YES
The Iowa City Housing Authority closed the floodgates. It’s about time.
The Housing Authority is no longer accepting applicants for federal housing assistance. The city made a pragmatic choice to cinch the program’s bulbous waist.
The Housing Authority supports 1,214 families with a budget of $5.7 million from the U.S. Department of Housing and Urban Development. But, said Housing Authority Administrator Steven Rackis, there are around 2,400 families on the waiting list, some of whom have been waiting two to five years.
I empathize with people who desperately need to land a place to call home. But the cumbersome assistance programs are inadequately managed and are long overdue for restructuring and internal review.
Housing Authority officials should give utmost attention to each individual submission instead of constantly facing a barrage of new applications. Much like a traffic jam, local housing-assistance programs are bottlenecks, with a greater inflow than output. Closing the waiting list — even temporarily — provides city officials adequate time and resources to review current applications and decide how to better regulate programs.
I agree with the Housing Authority’s decision to close the housing-assistance waiting list and hope officials will put measurable effort into restructuring Section 8 and public-housing programs.
— by Michael Dale-Stein
NO
Closing the Section 8 housing list may sound like the only option, but the decision brings with it enormous consequences. The waiting list of approximately 2,400 families is long, but having no list at all shows neither progress toward resolving housing troubles or alternate measures to ignite action.
Iowa City’s Housing Authority prioritizes applicants by first placing the elderly, disabled, and people under 18 years of age. This makes a great deal of sense, and one cannot argue with this system. It provides the most basic care and support for those who cannot produce adequate housing for themselves.
However, in certain circumstances in which those guidelines cannot be reached, the local Housing Authority needs to move on to other qualified applicants. I am not suggesting ignoring the most needy people, only that we move the system along to create space for other people.
Furthermore, what message does this send to potential applicants? They hope for the chance to get nearer to that list; now, with no list at all, their hope is greatly diminished. Housing officials have said they do not want to give applicants a false sense of hope because of the long and protracted weight of finding housing.
We do not want to set these people up for failure and misguided promises. But we are putting them at an even greater disadvantage because the process has stalled.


● Goal of the exercise: Each line in the entries below that holds the string "problem" must be copied.

● Records shown:
# # # # #
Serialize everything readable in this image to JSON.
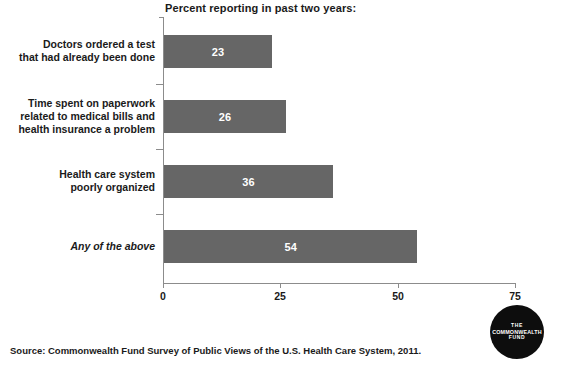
{
  "chart_data": {
    "type": "bar",
    "orientation": "horizontal",
    "title": "Percent reporting in past two years:",
    "xlabel": "",
    "ylabel": "",
    "xlim": [
      0,
      75
    ],
    "grid": false,
    "legend": null,
    "bar_color": "#666666",
    "value_label_color": "#ffffff",
    "axis_color": "#8c8c8c",
    "categories": [
      "Doctors ordered a test that had already been done",
      "Time spent on paperwork related to medical bills and health insurance a problem",
      "Health care system poorly organized",
      "Any of the above"
    ],
    "values": [
      23,
      26,
      36,
      54
    ],
    "xticks": [
      0,
      25,
      50,
      75
    ],
    "xtick_labels": [
      "0",
      "25",
      "50",
      "75"
    ]
  },
  "chart": {
    "title": "Percent reporting in past two years:",
    "bars": [
      {
        "label_line1": "Doctors ordered a test",
        "label_line2": "that had already been done",
        "label_line3": "",
        "value": 23,
        "value_text": "23",
        "italic": false
      },
      {
        "label_line1": "Time spent on paperwork",
        "label_line2": "related to medical bills and",
        "label_line3": "health insurance a problem",
        "value": 26,
        "value_text": "26",
        "italic": false
      },
      {
        "label_line1": "Health care system",
        "label_line2": "poorly organized",
        "label_line3": "",
        "value": 36,
        "value_text": "36",
        "italic": false
      },
      {
        "label_line1": "Any of the above",
        "label_line2": "",
        "label_line3": "",
        "value": 54,
        "value_text": "54",
        "italic": true
      }
    ],
    "xaxis": {
      "tick_labels": [
        "0",
        "25",
        "50",
        "75"
      ]
    }
  },
  "source": {
    "text": "Source: Commonwealth Fund Survey of Public Views of the U.S. Health Care System, 2011."
  },
  "logo": {
    "line1": "THE",
    "line2": "COMMONWEALTH",
    "line3": "FUND"
  }
}
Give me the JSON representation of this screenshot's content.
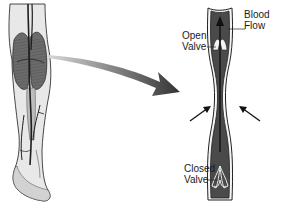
{
  "diagram": {
    "labels": {
      "blood_flow": {
        "line1": "Blood",
        "line2": "Flow"
      },
      "open_valve": {
        "line1": "Open",
        "line2": "Valve"
      },
      "closed_valve": {
        "line1": "Closed",
        "line2": "Valve"
      }
    },
    "colors": {
      "vein_fill": "#4a4a4a",
      "vein_wall": "#2a2a2a",
      "leg_fill": "#e4e4e4",
      "muscle_fill": "#6a6a6a",
      "arrow": "#222222"
    }
  }
}
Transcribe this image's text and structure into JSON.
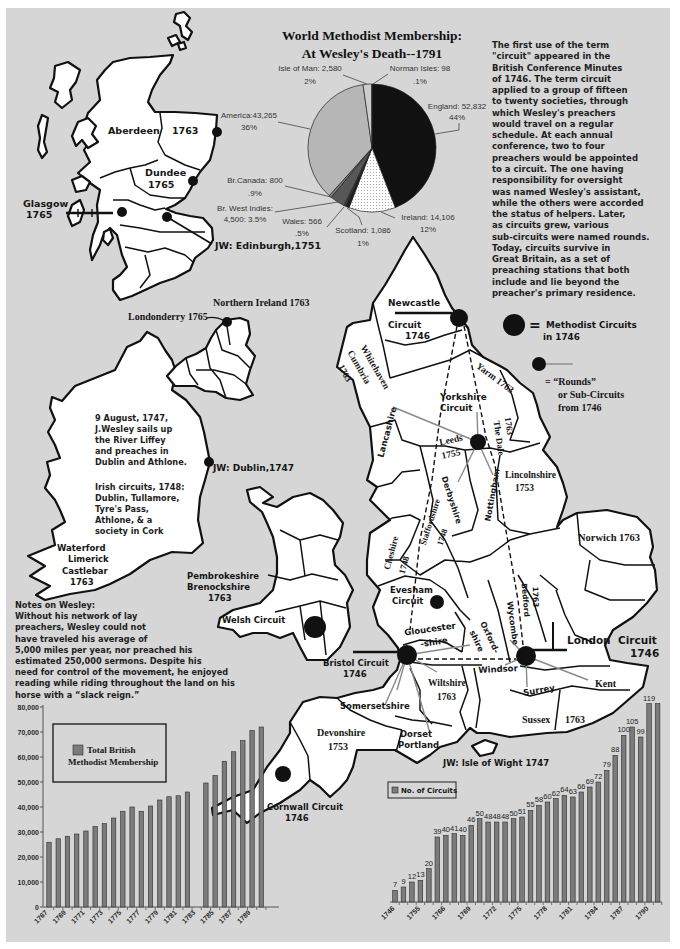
{
  "pie_title": {
    "line1": "World Methodist Membership:",
    "line2": "At Wesley's Death--1791"
  },
  "intro": {
    "lines": [
      "The first use of the term",
      "\"circuit\" appeared in the",
      "British Conference Minutes",
      "of 1746. The term circuit",
      "applied to a group of fifteen",
      "to twenty societies, through",
      "which Wesley's preachers",
      "would travel on a regular",
      "schedule. At each annual",
      "conference, two to four",
      "preachers would be appointed",
      "to a circuit. The one having",
      "responsibility for oversight",
      "was named Wesley's assistant,",
      "while the others were accorded",
      "the status of helpers. Later,",
      "as circuits grew, various",
      "sub-circuits were named rounds.",
      "Today, circuits survive in",
      "Great Britain, as a set of",
      "preaching stations that both",
      "include and lie beyond the",
      "preacher's primary residence."
    ]
  },
  "legend": {
    "circuits_equals": "=",
    "circuits_label": "Methodist Circuits",
    "circuits_label2": "in 1746",
    "rounds_label": "= “Rounds”",
    "rounds_label2": "or Sub-Circuits",
    "rounds_label3": "from 1746"
  },
  "scotland": {
    "aberdeen": "Aberdeen",
    "aberdeen_year": "1763",
    "dundee": "Dundee",
    "dundee_year": "1765",
    "glasgow": "Glasgow",
    "glasgow_year": "1765",
    "edinburgh": "JW: Edinburgh,1751"
  },
  "ireland": {
    "northern_ireland": "Northern Ireland 1763",
    "londonderry": "Londonderry 1765",
    "narrative_lines": [
      "9 August, 1747,",
      "J.Wesley sails up",
      "the River Liffey",
      "and preaches in",
      "Dublin and Athlone."
    ],
    "circuits_lines": [
      "Irish circuits, 1748:",
      "Dublin, Tullamore,",
      "Tyre's Pass,",
      "Athlone, & a",
      "society in Cork"
    ],
    "dublin": "JW: Dublin,1747",
    "south_lines": [
      "Waterford",
      "Limerick",
      "Castlebar",
      "1763"
    ]
  },
  "wales": {
    "lines": [
      "Pembrokeshire",
      "Brenockshire",
      "1763"
    ],
    "welsh_circuit": "Welsh Circuit"
  },
  "england": {
    "newcastle": "Newcastle",
    "newcastle_circuit": "Circuit",
    "newcastle_year": "1746",
    "whitehaven": "Whitehaven",
    "cumbria": "Cumbria",
    "cumbria_year": "1763",
    "yarm": "Yarm 1763",
    "yorkshire": "Yorkshire",
    "yorkshire_circuit": "Circuit",
    "lancashire": "Lancashire",
    "leeds": "Leeds",
    "leeds_year": "1755",
    "dales_year": "1763",
    "dales": "The Dale",
    "lincolnshire": "Lincolnshire",
    "lincolnshire_year": "1753",
    "derbyshire": "Derbyshire",
    "nottingham": "Nottingham",
    "staffordshire": "Staffordshire",
    "staffordshire_year": "1748",
    "cheshire": "Cheshire",
    "cheshire_year": "1748",
    "norwich": "Norwich 1763",
    "evesham": "Evesham",
    "evesham_circuit": "Circuit",
    "bedford": "Bedford",
    "bedford_year": "1763",
    "wycombe": "Wycombe",
    "gloucester": "Gloucester",
    "gloucester2": "-shire",
    "oxford": "Oxford-",
    "oxford2": "shire",
    "london": "London",
    "london_circuit": "Circuit",
    "london_year": "1746",
    "windsor": "Windsor",
    "kent": "Kent",
    "surrey": "Surrey",
    "sussex": "Sussex",
    "sussex_year": "1763",
    "wiltshire": "Wiltshire",
    "wiltshire_year": "1763",
    "somerset": "Somersetshire",
    "dorset": "Dorset",
    "portland": "Portland",
    "bristol": "Bristol Circuit",
    "bristol_year": "1746",
    "devon": "Devonshire",
    "devon_year": "1753",
    "cornwall": "Cornwall Circuit",
    "cornwall_year": "1746",
    "isle_of_wight": "JW: Isle of Wight 1747"
  },
  "notes": {
    "lines": [
      "Notes on Wesley:",
      "Without his network of lay",
      "preachers, Wesley could not",
      "have traveled his average of",
      "5,000 miles per year, nor preached his",
      "estimated 250,000 sermons. Despite his",
      "need for control of the movement, he enjoyed",
      "reading while riding throughout the land on his",
      "horse with a “slack reign.”"
    ]
  },
  "chart_data": [
    {
      "type": "pie",
      "title": "World Methodist Membership: At Wesley's Death--1791",
      "slices": [
        {
          "label": "England",
          "value": 52832,
          "value_text": "England: 52,832",
          "percent_text": "44%",
          "fill": "#111111"
        },
        {
          "label": "Ireland",
          "value": 14106,
          "value_text": "Ireland: 14,106",
          "percent_text": "12%",
          "fill": "pattern-dots"
        },
        {
          "label": "Scotland",
          "value": 1086,
          "value_text": "Scotland: 1,086",
          "percent_text": "1%",
          "fill": "#1e1e1e"
        },
        {
          "label": "Wales",
          "value": 566,
          "value_text": "Wales: 566",
          "percent_text": ".5%",
          "fill": "#3c3c3c"
        },
        {
          "label": "Br. West Indies",
          "value": 4500,
          "value_text": "Br. West Indies:",
          "percent_text": "4,500: 3.5%",
          "fill": "#575757"
        },
        {
          "label": "Br.Canada",
          "value": 800,
          "value_text": "Br.Canada: 800",
          "percent_text": ".9%",
          "fill": "#7d7d7d"
        },
        {
          "label": "America",
          "value": 43265,
          "value_text": "America:43,265",
          "percent_text": "36%",
          "fill": "#b6b6b6"
        },
        {
          "label": "Isle of Man",
          "value": 2580,
          "value_text": "Isle of Man: 2,580",
          "percent_text": "2%",
          "fill": "#cdcdcd"
        },
        {
          "label": "Norman Isles",
          "value": 98,
          "value_text": "Norman Isles: 98",
          "percent_text": ".1%",
          "fill": "#f2f2f2"
        }
      ]
    },
    {
      "type": "bar",
      "title": "",
      "legend": [
        "Total British",
        "Methodist Membership"
      ],
      "xlabel": "",
      "ylabel": "",
      "categories": [
        "1767",
        "1768",
        "1769",
        "1770",
        "1771",
        "1772",
        "1773",
        "1774",
        "1775",
        "1776",
        "1777",
        "1778",
        "1779",
        "1780",
        "1781",
        "1782",
        "1783",
        "1784",
        "1785",
        "1786",
        "1787",
        "1788",
        "1789",
        "1790"
      ],
      "values": [
        25900,
        27300,
        28300,
        29200,
        30400,
        32200,
        33400,
        35600,
        38300,
        40000,
        38300,
        40400,
        42800,
        44100,
        44500,
        46000,
        null,
        49600,
        52600,
        58300,
        62100,
        66600,
        70600,
        72000
      ],
      "xtick_labels": [
        "1767",
        "1769",
        "1771",
        "1773",
        "1775",
        "1777",
        "1779",
        "1781",
        "1783",
        "1785",
        "1787",
        "1789"
      ],
      "ylim": [
        0,
        80000
      ],
      "ytick_values": [
        0,
        10000,
        20000,
        30000,
        40000,
        50000,
        60000,
        70000,
        80000
      ],
      "ytick_labels": [
        "0",
        "10,000",
        "20,000",
        "30,000",
        "40,000",
        "50,000",
        "60,000",
        "70,000",
        "80,000"
      ],
      "grid": false,
      "legend_position": "top-left"
    },
    {
      "type": "bar",
      "title": "",
      "legend": "No. of Circuits",
      "xlabel": "",
      "ylabel": "",
      "categories": [
        "1746",
        "",
        "",
        "1755",
        "",
        "",
        "1766",
        "",
        "",
        "1769",
        "",
        "",
        "1772",
        "",
        "",
        "1775",
        "",
        "",
        "1778",
        "",
        "",
        "1781",
        "",
        "",
        "1784",
        "",
        "",
        "1787",
        "",
        "",
        "1790",
        ""
      ],
      "values": [
        7,
        9,
        12,
        13,
        20,
        39,
        40,
        41,
        40,
        46,
        50,
        48,
        48,
        48,
        50,
        51,
        55,
        58,
        60,
        62,
        64,
        63,
        66,
        69,
        72,
        79,
        88,
        100,
        105,
        99,
        119,
        119
      ],
      "data_labels": [
        "7",
        "9",
        "12",
        "13",
        "20",
        "39",
        "40",
        "41",
        "40",
        "46",
        "50",
        "48",
        "48",
        "48",
        "50",
        "51",
        "55",
        "58",
        "60",
        "62",
        "64",
        "63",
        "66",
        "69",
        "72",
        "79",
        "88",
        "100",
        "105",
        "99",
        "119",
        ""
      ],
      "ylim": [
        0,
        120
      ],
      "grid": false,
      "legend_position": "top-left"
    }
  ]
}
# # # # #
● Response box:
      "Time spent on paperwork related to medical bills and health insurance a problem",
        "label_line3": "health insurance a problem",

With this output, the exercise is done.